While some psychologists might not be aware of this (like the Reason criticism suggests... though mostly has the overworked angle), it seems to be almost insulting to suggest that researchers at his level are not ?
You'd be surprised how niche this sort of discussion is in neuropsych research. Is it because researchers aren't thinking enough about the big picture or because the NIH is incompetent and the researchers just go along with what they need to get funding? Idk, but either way it's not great. I suspect this problem exists in a lot of sciences but psychiatry in particular seems to have overcorrected for some of its less rigorous history.
That said, I don't think it's correct to say the scientific method can't apply. We absolutely have to be more careful about averaging over many people with different actual disease but the same current shitty label, and we also have to be better about looking at longitudinal signals. But there are ways to do this in a more scientific manner (e.g. involving well-defined testable predictions).
I agree that as part of this transitory period (especially with the sample sizes that most psych studies can feasibly get) there should be more synergy between qualitative human-focused approaches and what the by the book science people are doing. It's unfortunate how far behind research psychiatric practice can lag in some respects, and in other respects the psych researchers seem to not take practitioner observations too seriously these days.
That said, I don't think it's correct to say the scientific method can't apply. We absolutely have to be more careful about averaging over many people with different actual disease but the same current shitty label, and we also have to be better about looking at longitudinal signals. But there are ways to do this in a more scientific manner (e.g. involving well-defined testable predictions).
I agree that as part of this transitory period (especially with the sample sizes that most psych studies can feasibly get) there should be more synergy between qualitative human-focused approaches and what the by the book science people are doing. It's unfortunate how far behind research psychiatric practice can lag in some respects, and in other respects the psych researchers seem to not take practitioner observations too seriously these days.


Exercise brief
From the data below, copy each line that includes the word "name".

Provided information
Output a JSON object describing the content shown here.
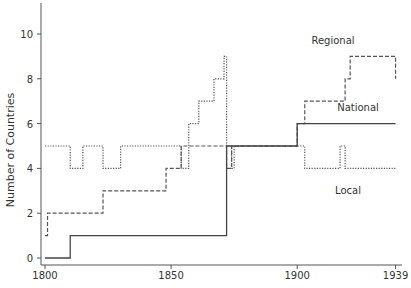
{
  "chart_data": {
    "type": "line",
    "step": true,
    "title": "",
    "xlabel": "",
    "ylabel": "Number of Countries",
    "xlim": [
      1800,
      1939
    ],
    "ylim": [
      0,
      11
    ],
    "x_ticks": [
      1800,
      1850,
      1900,
      1939
    ],
    "y_ticks": [
      0,
      2,
      4,
      6,
      8,
      10
    ],
    "grid": false,
    "legend": "inline labels",
    "series": [
      {
        "name": "Regional",
        "style": "dashed",
        "label_pos": [
          333,
          44
        ],
        "points": [
          [
            1800,
            1
          ],
          [
            1801,
            2
          ],
          [
            1823,
            3
          ],
          [
            1848,
            4
          ],
          [
            1854,
            5
          ],
          [
            1872,
            4
          ],
          [
            1874,
            5
          ],
          [
            1900,
            6
          ],
          [
            1903,
            7
          ],
          [
            1919,
            8
          ],
          [
            1921,
            9
          ],
          [
            1939,
            8
          ]
        ]
      },
      {
        "name": "National",
        "style": "solid",
        "label_pos": [
          358,
          111
        ],
        "points": [
          [
            1800,
            0
          ],
          [
            1810,
            1
          ],
          [
            1872,
            5
          ],
          [
            1900,
            6
          ],
          [
            1939,
            6
          ]
        ]
      },
      {
        "name": "Local",
        "style": "dotted",
        "label_pos": [
          348,
          194
        ],
        "points": [
          [
            1800,
            5
          ],
          [
            1810,
            4
          ],
          [
            1815,
            5
          ],
          [
            1823,
            4
          ],
          [
            1830,
            5
          ],
          [
            1854,
            4
          ],
          [
            1857,
            6
          ],
          [
            1861,
            7
          ],
          [
            1867,
            8
          ],
          [
            1871,
            9
          ],
          [
            1872,
            5
          ],
          [
            1874,
            4
          ],
          [
            1875,
            5
          ],
          [
            1903,
            4
          ],
          [
            1917,
            5
          ],
          [
            1919,
            4
          ],
          [
            1939,
            4
          ]
        ]
      }
    ]
  }
}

Answer for the task
        "name": "Regional",
        "name": "National",
        "name": "Local",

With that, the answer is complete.